Anne-Marie eyed the agent and her mouth sort of hung open, "How soon do you want it?" she asked.

Smith, who was becoming ever-more fed up with this trio of idiots, snarled at her, "If I don't have it within 30 seconds I will eliminate you. How does that strike you?"

Anne-Marie became very pale and shot off into the stacks. Patricia followed as quickly. Only Danielle remained.

"I am sorry about them, Sir. I have made suggestions to the Mainframe on potential upgrades however for most of us non-enforcement programmes the current secondary objective is one of socialization and assimilation and not efficiency. The Mainframe wants us to fit in as much as possible."

Smith could understand exactly where she was coming from, however, he felt it somehow beneath him to be making conversation with someone who under- ranked him. Just then he felt the information being uploaded through his earpiece into his consciousness. His eyes closed halfway as the information jolted its' way through his neural circuits.

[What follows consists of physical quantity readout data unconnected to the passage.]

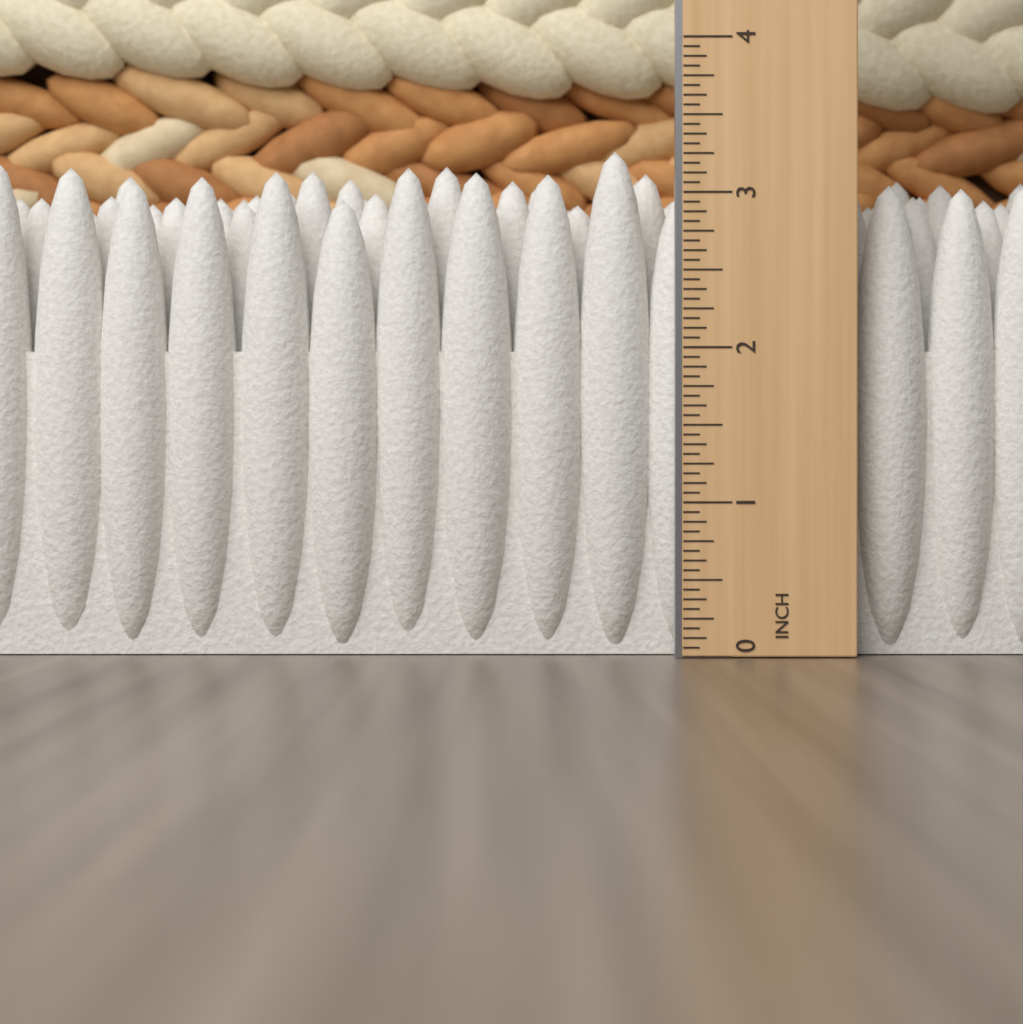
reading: 3.3125 in
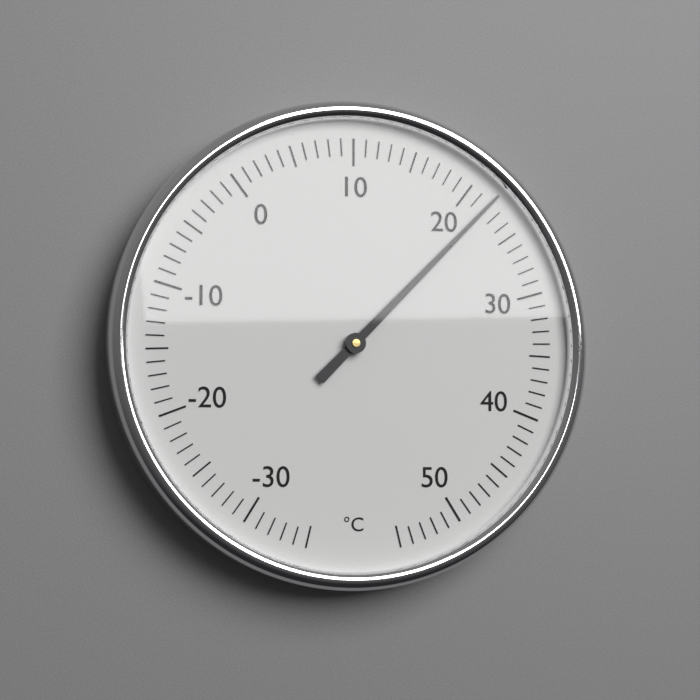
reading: 22 °C
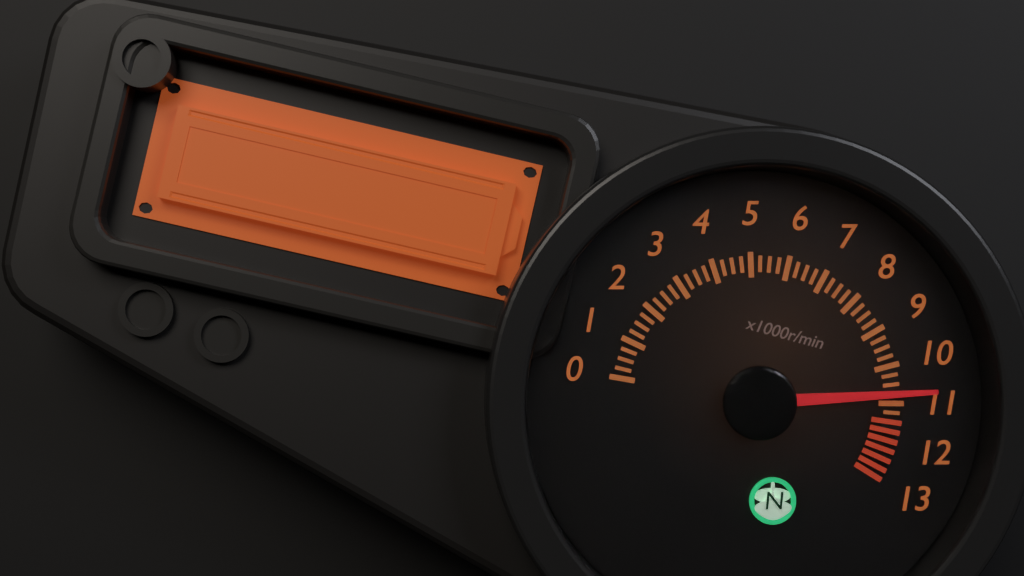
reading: 10.75 x1000r/min
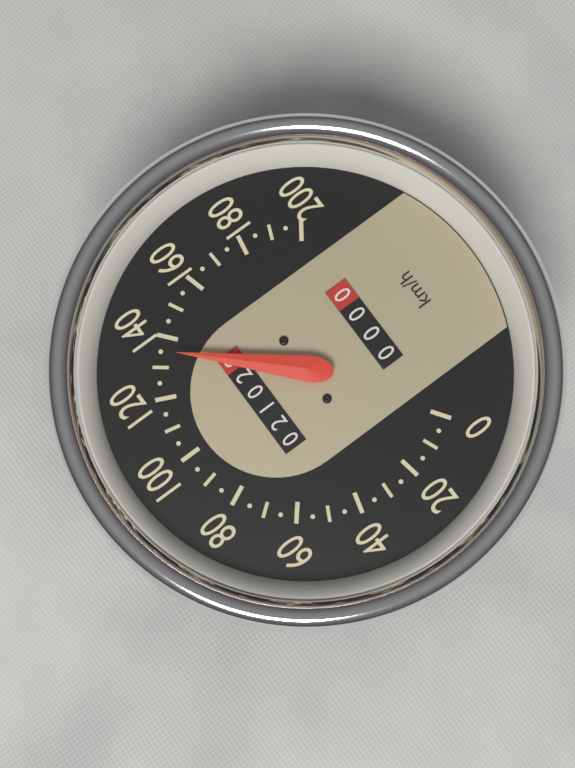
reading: 135 km/h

Smith nodded and took a step back from the counter as the download finished. "What is your name?" he asked.

"Danielle, Sir."

"I will ask for you from now on when I put through a request, at least until the upgrades are finished on your counterparts. I feel it is the only way anything will be done around here to my satisfaction."

Danielle smiled slightly, appreciating the complement for what it was, "Thank you Sir."

Smith turned to leave. However something strange inside of him compelled him to turn around and look at her again. He didn't understand this impulse that was taking over him, and for once his face was riddled with confusion.

"I like...what you're wearing," he said, almost unbelieving the words as they flew out of his mouth. Before she could thank him he flew out of the office in embarrassment.

Danielle looked at the space the Agent had previously occupied for a moment. Then she rubbed an imaginary smudge from the desk with the sleeve of her black suit jacket and returned back into the stacks to assist her sisters.